In Death on the Nile, our famous Belgian, Hercule Poirot, is approached by the effervescent Linnet Doyle (previously Ridgeway) on board the steamer Karnak (cruising down the Nile—hence the title) about the matter of her ex-best friend Jacqueline de Bellefort stalking and harassing her and her new husband Simon. Linnet, who is independently wealthy and has everything she could possibly want, stole Simon away from poor Jackie, and ever since their marriage, Jackie has been popping up everywhere they are and making them feel terrible about themselves. 

But when Linnet turns up dead in her cabin one night after Jackie makes a huge scene with Simon and a little pistol, this case of harassment turns into a murder mystery that only Poirot could solve. As he delves deeper into the details, he finds that nearly everyone on board has a reason to want Linnet dead. But who actually killed her?

I won't ruin it, but wow. How does she do it? Once again, Christie tied my brain in absolute knots trying to figure this one out, and once again, I was left gobsmacked by the final resolution. If you've never read anything by Agatha Christie, Death on the Nile would be a great one to pick up. 

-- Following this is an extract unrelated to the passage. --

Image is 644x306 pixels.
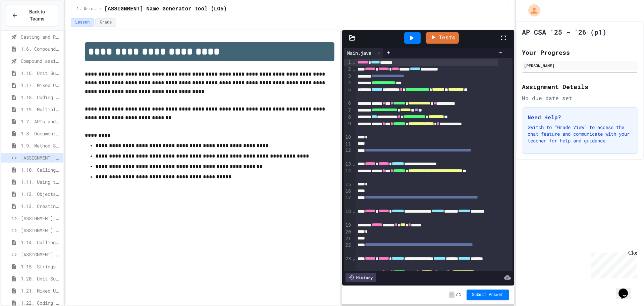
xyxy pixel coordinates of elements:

The movie, on the other hand, was a bit of a letdown. Opposite to my experience with Murder on the Orient Express which was wonderful up until the end where everything seemed to fall apart; Death on the Nile seemed to drag on and on, but then Branagh really stuck the ending. They significantly cut down the cast which took away from the brilliance of Poirot solving the case, and just added in a lot of awkward, unnecessary bits that didn't do anything for the story except maybe make it a little more relevant to contemporary culture. Gag me. Our little group had a good time watching it though, and then I had the satisfaction of being questioned about what was changed from the book. 

Interestingly, I found myself reading an article recently about the All About Agatha podcast. I'm not a podcast listener myself (though I've tried), and these Agatha experts rank Death on the Nile #9 out of all Christie's mystery novels. And for anyone wondering, that's 66 novels. I was thunderstruck to see that they had the gall to put And Then There Were None at #2, but also intrigued. I actually own a copy of Five Little Pigs (though I have an American edition titled Murder in Retrospect), and now I'm at a loss as to how to decide my next Christie novel. All along, I'd been planning to read The Murder of Roger Ackroyd next (which you'll notice is #3 on this list), but then that got upset by Death on the Nile this year. Not to mention, I still haven't read a Miss Marple mystery yet. 

SEND HELP.

All told, I'd definitely recommend Death on the Nile, and somebody please tell me which Agatha Christie novel I should put on next year's reading list! This link should take you to a list of the 28 I own on Goodreads if you feel so inclined to help a sister out. 

Where do you land on the scale of Agatha Christie fandom if 1 was "Agatha who?" and 10 was "I have a poster of her in my bedroom"? Any other World Cup watchers out there? Who do you choose in the final: Argentina or France?